Terry McDermott stopped by Warwick's Books in La Jolla, California to present his new book 101 Theory Drive, a fascinating study of neuroscientist Gary Lynch. For more information about this and other events please visit www.warwicks.com.
Bio
Terry McDermott
Terry McDermott, a reporter for The Los Angeles Times, was skeptical of the way the Sept. 11 hijackers were portrayed. So he traveled to 22 countries to research their identities, motives and life circumstances.
He found that they weren't deeply disturbed. They came from intact families, most were middle-class, few were deeply religious, and none were abused or estranged. His new book is Perfect Soldiers: The Hijackers: Who They Were, Why They Did It.

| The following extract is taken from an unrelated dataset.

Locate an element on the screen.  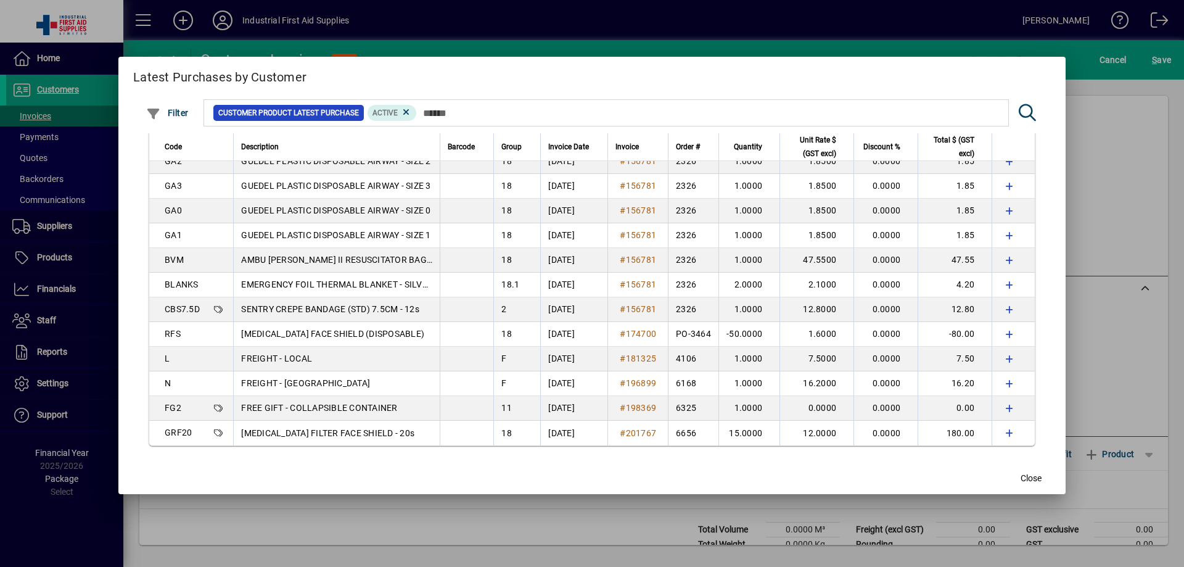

Interdisciplinary study that attempts to explain the cognitive processes of humans and some higher animals in terms of the manipulation of symbols using computational rules. The field draws particularly on the disciplines of artificial intelligence, psychology (seecognitive psychology), linguistics, neuroscience, and philosophy. Some chief areas of research in cognitive science have been vision, thinking and reasoning, memory, attention, learning, and language processing. Early theories of cognitive function attempted to explain the evident compositionality of human thought (thoughts are built up of smaller units put together in a certain way), as well as its productivity (the process of putting together a thought from smaller units can be repeated indefinitely to produce an infinite number of new thoughts), by assuming the existence of discrete mental representations that can be put together or taken apart according to rules that are sensitive to the representations' syntactic, or structural, properties. This language of thought hypothesis was later challenged by an approach, variously referred to as connectionism, parallel-distributed processing, or neural-network modeling, according to which cognitive processes (such as pattern recognition) consist of adjustments in the activation strengths of neuronlike processing units arranged in a network.